An Improved Drift Theorem for Balanced Allocations
Dimitrios Los, Thomas Sauerwald
TL;DR
This work advances the theory of balanced allocations by presenting an improved drift theorem for the hyperbolic cosine potential, with weaker preconditions and applicability to processes that allocate to multiple bins or use varying batch sizes. The authors decouple overload and underload analyses, enabling tight $O(\log n / \beta)$ gap bounds for the $1+\beta$-process and extending these results to weighted graphical allocations, Quantile variants, Reset-Memory, and the $b$-batched setting. The framework encompasses diverse processes and weight distributions (finite-MGF) and yields both upper bounds and near-matching lower bounds, significantly broadening the class of processes for which precise gap behavior is understood. This deepens our understanding of load balancing under limited sampling or outdated information and provides a versatile toolkit for analyzing new allocation schemes.
Abstract
In the balanced allocations framework, there are $m$ jobs (balls) to be allocated to $n$ servers (bins). The goal is to minimize the gap, the difference between the maximum and the average load. Peres, Talwar and Wieder (RSA 2015) used the hyperbolic cosine potential function to analyze a large family of allocation processes including the $(1+β)$-process and graphical balanced allocations. The key ingredient was to prove that the potential drops in every step, i.e., a drift inequality. In this work we improve the drift inequality so that (i) it is asymptotically tighter, (ii) it assumes weaker preconditions, (iii) it applies not only to processes allocating to more than one bin in a single step and (iv) to processes allocating a varying number of balls depending on the sampled bin. Our applications include the processes of (RSA 2015), but also several new processes, and we believe that our techniques may lead to further results in future work.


Task instructions ::
Apart from the pictures, every part of the records below gets retyped exactly.

──────── The input ────────

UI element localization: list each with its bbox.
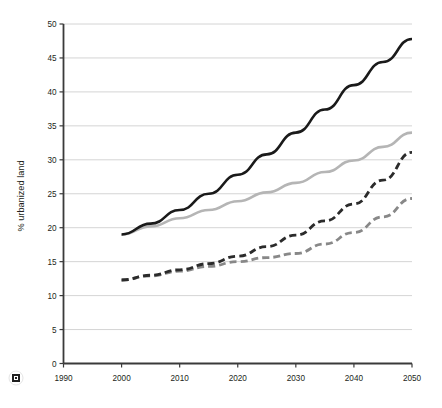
x-tick-label: 1990: [54, 374, 73, 383]
square-logo-icon: [8, 370, 24, 386]
line-chart: 05101520253035404550 1990200020102020203…: [0, 0, 442, 408]
y-tick-label: 20: [47, 224, 57, 233]
y-axis-title: % urbanized land: [16, 161, 26, 232]
x-tick-label: 2010: [171, 374, 190, 383]
y-tick-label: 25: [47, 190, 57, 199]
y-tick-label: 50: [47, 20, 57, 29]
y-tick-label: 0: [52, 360, 57, 369]
series-line-black-solid: [122, 39, 412, 235]
series-line-light-gray-solid: [122, 133, 412, 235]
y-axis-ticks: 05101520253035404550: [47, 20, 63, 369]
x-tick-label: 2020: [229, 374, 248, 383]
series-line-mid-gray-dashed: [122, 199, 412, 280]
x-tick-label: 2050: [403, 374, 422, 383]
gridlines: [64, 24, 413, 330]
y-tick-label: 5: [52, 326, 57, 335]
x-tick-label: 2040: [345, 374, 364, 383]
x-tick-label: 2030: [287, 374, 306, 383]
chart-container: 05101520253035404550 1990200020102020203…: [0, 0, 442, 408]
y-tick-label: 45: [47, 54, 57, 63]
y-tick-label: 15: [47, 258, 57, 267]
x-tick-label: 2000: [112, 374, 131, 383]
y-tick-label: 35: [47, 122, 57, 131]
y-tick-label: 30: [47, 156, 57, 165]
y-tick-label: 10: [47, 292, 57, 301]
x-axis-ticks: 1990200020102020203020402050: [54, 364, 421, 383]
y-tick-label: 40: [47, 88, 57, 97]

────────

Exercise solution ::
UI element localization: list each with its bbox.
x-tick-label: 1990: [54, 374, 73, 383]
square-logo-icon: [8, 370, 24, 386]
line-chart: 05101520253035404550 1990200020102020203…: [0, 0, 442, 408]
y-tick-label: 20: [47, 224, 57, 233]
y-axis-title: % urbanized land: [16, 161, 26, 232]
x-tick-label: 2010: [171, 374, 190, 383]
y-tick-label: 25: [47, 190, 57, 199]
y-tick-label: 50: [47, 20, 57, 29]
y-tick-label: 0: [52, 360, 57, 369]
series-line-black-solid: [122, 39, 412, 235]
series-line-light-gray-solid: [122, 133, 412, 235]
y-axis-ticks: 05101520253035404550: [47, 20, 63, 369]
x-tick-label: 2020: [229, 374, 248, 383]
series-line-mid-gray-dashed: [122, 199, 412, 280]
x-tick-label: 2050: [403, 374, 422, 383]
gridlines: [64, 24, 413, 330]
y-tick-label: 5: [52, 326, 57, 335]
x-tick-label: 2040: [345, 374, 364, 383]
x-tick-label: 2030: [287, 374, 306, 383]
chart-container: 05101520253035404550 1990200020102020203…: [0, 0, 442, 408]
y-tick-label: 45: [47, 54, 57, 63]
y-tick-label: 15: [47, 258, 57, 267]
x-tick-label: 2000: [112, 374, 131, 383]
y-tick-label: 35: [47, 122, 57, 131]
y-tick-label: 30: [47, 156, 57, 165]
y-tick-label: 10: [47, 292, 57, 301]
x-axis-ticks: 1990200020102020203020402050: [54, 364, 421, 383]
y-tick-label: 40: [47, 88, 57, 97]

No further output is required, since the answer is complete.